Below is a piece I wrote some years ago for a fanzine (on actual paper, yet).  Explanation follows.

I arrived at 221B Baker Street to find my friend Sherlock Holmes deep in consultation with a well-to-do lady of middle years, her pale worried features a sad contrast to the richness of her dress.  ‘It’s my son Francis,’ she said in a voice cracked with weariness.  ‘Ever since he joined this.. “rock band”, he’s been like a perfect stranger.  He comes and goes at all hours, refuses his dinner, and seems to detest my husband and I – but worse yet…’

Here Holmes interrupted with a brusque gesture of his nervous fingers.  ‘This band.  What do they call themselves?’

‘I blush to tell you, Mr Holmes, but they are known as The Fucking Cocksuckers.’

‘Quite so.  If you will permit me – ?’ Holmes stretched out a long arm and reached into the jumble of documents and periodicals on the mantelpiece.  ‘Hmm.  Yes, here we are – this week’s New Musical Express.. Watson, what a catalogue of horrors is here!  The lubberly scum of London, the very dregs of the opium dens.. Where was it.. Ah! I quote: “spotted by yr excited reporter picking their noses in a darkened toilet with the Damp Socket Scuzz Collective (formerly We Luv Public School Records) – anti-music – anti-quotes – they wipe their arses on the smug corpse of the Old Previous Cunts – doing it for The Kids, man – tired rhetoric – I play guitar like I’m flogging my old PE teacher – drums like a scotch egg full of Iggy’s spunk…” Enough!’

‘But Mr Holmes, this is not the worst of it!’ the good lady interjected.  ‘I listened to some of their.. music.. only this afternoon, and my own Francis was,’ she coughed with embarrassment, ‘..singing, after a fashion, about “snorting bones”.  In somebody’s garden shed.’  Her face was ashen with horror.  ‘Bones, Mr Holmes!’

Holmes looked grim indeed.  ‘Mrs Glendinning, I shall be most glad to rescue your son from these villains.  Watson, I would be grateful if you’d pass me the inhaler of benzedrine cough remedy.’

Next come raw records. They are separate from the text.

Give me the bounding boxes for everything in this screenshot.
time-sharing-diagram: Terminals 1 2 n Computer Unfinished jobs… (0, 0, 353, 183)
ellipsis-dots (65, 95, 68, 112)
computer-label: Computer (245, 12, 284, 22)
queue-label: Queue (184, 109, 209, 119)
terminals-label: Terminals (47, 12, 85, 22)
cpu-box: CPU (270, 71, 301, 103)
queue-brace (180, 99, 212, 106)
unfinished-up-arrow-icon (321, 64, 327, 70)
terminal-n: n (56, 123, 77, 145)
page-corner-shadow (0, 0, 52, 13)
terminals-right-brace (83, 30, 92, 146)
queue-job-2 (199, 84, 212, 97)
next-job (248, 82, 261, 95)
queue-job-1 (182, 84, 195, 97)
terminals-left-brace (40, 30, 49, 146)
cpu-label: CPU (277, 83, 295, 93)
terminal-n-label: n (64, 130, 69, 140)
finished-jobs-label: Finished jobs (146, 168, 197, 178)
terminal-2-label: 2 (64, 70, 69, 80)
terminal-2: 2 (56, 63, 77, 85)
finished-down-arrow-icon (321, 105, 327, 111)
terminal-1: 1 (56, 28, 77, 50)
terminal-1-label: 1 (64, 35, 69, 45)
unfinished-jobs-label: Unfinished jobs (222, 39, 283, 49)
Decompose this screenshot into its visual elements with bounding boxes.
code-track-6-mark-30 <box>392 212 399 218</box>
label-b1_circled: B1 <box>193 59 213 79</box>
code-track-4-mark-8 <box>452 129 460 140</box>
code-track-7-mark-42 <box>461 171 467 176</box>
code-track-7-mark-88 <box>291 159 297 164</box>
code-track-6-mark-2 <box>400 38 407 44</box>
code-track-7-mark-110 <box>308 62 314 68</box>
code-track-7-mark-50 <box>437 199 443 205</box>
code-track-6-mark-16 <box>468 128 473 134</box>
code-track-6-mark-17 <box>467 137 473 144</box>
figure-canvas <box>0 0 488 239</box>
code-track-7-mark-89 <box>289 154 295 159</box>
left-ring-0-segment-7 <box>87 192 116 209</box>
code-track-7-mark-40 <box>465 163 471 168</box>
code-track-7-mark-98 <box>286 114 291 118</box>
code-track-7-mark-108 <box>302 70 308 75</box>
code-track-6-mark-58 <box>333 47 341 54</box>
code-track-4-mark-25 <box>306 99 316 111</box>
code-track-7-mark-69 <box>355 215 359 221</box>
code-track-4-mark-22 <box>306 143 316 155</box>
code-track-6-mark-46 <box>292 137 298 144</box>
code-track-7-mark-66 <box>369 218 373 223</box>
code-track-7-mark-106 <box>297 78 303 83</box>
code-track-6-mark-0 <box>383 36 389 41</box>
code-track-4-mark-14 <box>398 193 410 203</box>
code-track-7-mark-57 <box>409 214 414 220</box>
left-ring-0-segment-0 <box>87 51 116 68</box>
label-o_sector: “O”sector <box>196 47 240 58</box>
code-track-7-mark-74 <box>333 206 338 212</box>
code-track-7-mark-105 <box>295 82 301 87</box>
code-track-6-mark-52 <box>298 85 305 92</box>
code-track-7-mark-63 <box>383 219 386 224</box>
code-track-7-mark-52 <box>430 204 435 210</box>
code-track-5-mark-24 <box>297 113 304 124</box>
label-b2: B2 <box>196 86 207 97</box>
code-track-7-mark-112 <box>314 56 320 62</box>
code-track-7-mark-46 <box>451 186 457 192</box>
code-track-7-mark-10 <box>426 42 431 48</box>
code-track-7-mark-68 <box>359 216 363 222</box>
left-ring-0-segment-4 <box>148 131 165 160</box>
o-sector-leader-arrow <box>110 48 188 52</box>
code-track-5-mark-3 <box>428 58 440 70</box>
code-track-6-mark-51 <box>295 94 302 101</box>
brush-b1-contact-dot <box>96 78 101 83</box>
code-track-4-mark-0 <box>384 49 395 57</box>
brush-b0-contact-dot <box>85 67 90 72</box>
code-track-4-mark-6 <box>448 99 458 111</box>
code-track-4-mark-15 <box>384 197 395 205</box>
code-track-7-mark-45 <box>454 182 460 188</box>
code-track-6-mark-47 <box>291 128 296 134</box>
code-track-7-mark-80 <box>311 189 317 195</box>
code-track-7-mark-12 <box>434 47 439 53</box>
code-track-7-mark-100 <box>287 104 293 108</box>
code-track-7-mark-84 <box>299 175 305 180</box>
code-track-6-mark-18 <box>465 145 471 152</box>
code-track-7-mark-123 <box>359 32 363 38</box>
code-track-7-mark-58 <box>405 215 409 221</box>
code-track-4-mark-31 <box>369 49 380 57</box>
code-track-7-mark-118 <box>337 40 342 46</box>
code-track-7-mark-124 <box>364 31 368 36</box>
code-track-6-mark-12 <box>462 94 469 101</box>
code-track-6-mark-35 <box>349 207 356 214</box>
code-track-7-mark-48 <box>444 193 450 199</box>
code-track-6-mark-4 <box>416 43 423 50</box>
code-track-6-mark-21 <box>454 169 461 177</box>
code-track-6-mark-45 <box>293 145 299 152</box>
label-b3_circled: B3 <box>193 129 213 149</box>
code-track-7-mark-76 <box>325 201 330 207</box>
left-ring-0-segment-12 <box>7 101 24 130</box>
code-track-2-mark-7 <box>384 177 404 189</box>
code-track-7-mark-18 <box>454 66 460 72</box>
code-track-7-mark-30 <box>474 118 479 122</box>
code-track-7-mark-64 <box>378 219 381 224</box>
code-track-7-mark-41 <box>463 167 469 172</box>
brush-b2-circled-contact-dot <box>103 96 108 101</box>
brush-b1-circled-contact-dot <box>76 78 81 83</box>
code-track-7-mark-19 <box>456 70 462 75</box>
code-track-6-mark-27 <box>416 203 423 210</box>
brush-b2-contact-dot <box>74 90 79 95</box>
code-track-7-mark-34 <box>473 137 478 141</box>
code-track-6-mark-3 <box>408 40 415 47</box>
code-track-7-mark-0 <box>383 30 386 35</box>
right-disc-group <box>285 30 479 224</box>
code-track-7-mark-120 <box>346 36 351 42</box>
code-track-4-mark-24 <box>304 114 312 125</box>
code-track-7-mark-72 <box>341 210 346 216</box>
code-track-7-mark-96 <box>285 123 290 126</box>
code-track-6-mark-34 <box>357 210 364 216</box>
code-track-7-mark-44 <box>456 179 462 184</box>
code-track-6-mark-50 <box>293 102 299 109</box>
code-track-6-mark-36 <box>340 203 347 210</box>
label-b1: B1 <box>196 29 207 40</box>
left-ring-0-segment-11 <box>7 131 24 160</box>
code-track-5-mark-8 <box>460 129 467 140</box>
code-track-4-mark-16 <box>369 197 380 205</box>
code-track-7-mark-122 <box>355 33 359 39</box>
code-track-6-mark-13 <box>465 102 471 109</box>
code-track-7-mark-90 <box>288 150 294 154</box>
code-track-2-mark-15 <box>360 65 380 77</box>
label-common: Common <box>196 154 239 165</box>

‘Why, have you a cold, Holmes?’

‘Just do it.’

Suitably refreshed, my friend bade the dowager Lady goodbye and stepped out to hail a cab.  I found him prostrate with nervous exhaustion a few feet from the porch, his athletic frame splayed on the cobblestones.  ‘Quickly Watson – the brandy,’ he croaked, gesturing feebly toward the inner pocket of his greatcoat, ‘and you’d better have some too if we’re to stand a chance of surviving the ghastly work that lies ahead of us.  I trust you’ve brought your revolver.’

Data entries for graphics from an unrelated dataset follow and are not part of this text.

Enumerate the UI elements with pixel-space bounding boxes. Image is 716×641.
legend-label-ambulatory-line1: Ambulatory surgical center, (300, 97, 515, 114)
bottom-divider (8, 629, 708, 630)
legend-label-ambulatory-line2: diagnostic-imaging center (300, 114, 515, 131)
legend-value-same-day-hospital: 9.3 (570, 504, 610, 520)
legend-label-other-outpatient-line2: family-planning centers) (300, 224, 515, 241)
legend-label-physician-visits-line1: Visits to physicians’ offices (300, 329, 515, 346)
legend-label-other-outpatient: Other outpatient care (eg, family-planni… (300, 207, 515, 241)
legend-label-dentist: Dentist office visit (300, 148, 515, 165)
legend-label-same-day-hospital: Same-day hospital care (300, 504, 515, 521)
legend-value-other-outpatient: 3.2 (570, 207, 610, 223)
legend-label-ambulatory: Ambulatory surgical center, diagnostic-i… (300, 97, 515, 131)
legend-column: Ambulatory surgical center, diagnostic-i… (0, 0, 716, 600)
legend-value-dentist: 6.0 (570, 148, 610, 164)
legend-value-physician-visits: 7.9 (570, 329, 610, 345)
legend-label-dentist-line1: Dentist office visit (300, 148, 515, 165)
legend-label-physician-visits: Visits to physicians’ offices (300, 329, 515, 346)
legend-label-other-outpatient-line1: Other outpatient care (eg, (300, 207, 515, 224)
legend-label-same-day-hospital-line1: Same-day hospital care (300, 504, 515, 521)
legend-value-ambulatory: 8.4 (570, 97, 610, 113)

‘Holmes, you surely cannot anticipate any danger from these noisy children?’

My friend smiled thinly as I helped him to his feet.  ‘No.  But I might feel like shooting someone.’

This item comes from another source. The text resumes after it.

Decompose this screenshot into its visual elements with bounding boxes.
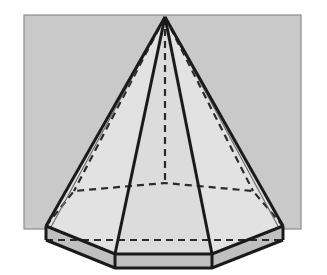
- heptagonal-pyramid-figure: Heptagonal pyramid in perspective: [0, 0, 327, 275]
- figure-container: Heptagonal pyramid in perspective: [0, 0, 327, 275]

We arrived in a swirling fog outside the lowest kind of tavern.  The noises from within are beyond my power to describe – and over it all a nasal, tortured yelp as of a man crying out in mortal crisis.

We pushed inside through the heat and throng, eyes watering in the murk, minds assaulted by the din.  My cheeks burn as I write it, but the music began to work within me in strange ways – my moral fibre was shaken – my resistance wavered.. I plugged my ears and pushed on, seeing the lithe form of my friend leap onto the stage!

What a scene I beheld: the preening figure that had once been Francis Strathbogie Glendinning, beloved heir of a respectable family, twitching and cursing in language that must not – must not – be repeated.  Surrounding him were a group of haggard, perspiring louts, sneering in practised ennui as they mishandled their instruments; a glassy-eyed stare and a shrug was their only reaction to Holmes’ appearance.  He grasped Francis’s skinny shoulder and pushed the repulsive figure aside, seizing the microphone – howls of protest rose from the crowd – with his other hand Holmes picked up a guitar and lifted it high above his head, then dashed it to the floor!

I felt a thrill of fear as he snarled, ‘Right you lightweight little shits.. I’ll show you something..’

TO BE CONTINUED

(Except it wasn’t, nor was it intended to be.  It was a dig at the then-prevalent mid-00’s fashion for bands made up of crackheads and public-school wankers pretending to be ex-rent boys, weird as that seems now.  Anyway, I rediscovered it by accident and thought it might be a laugh to stick it on here.)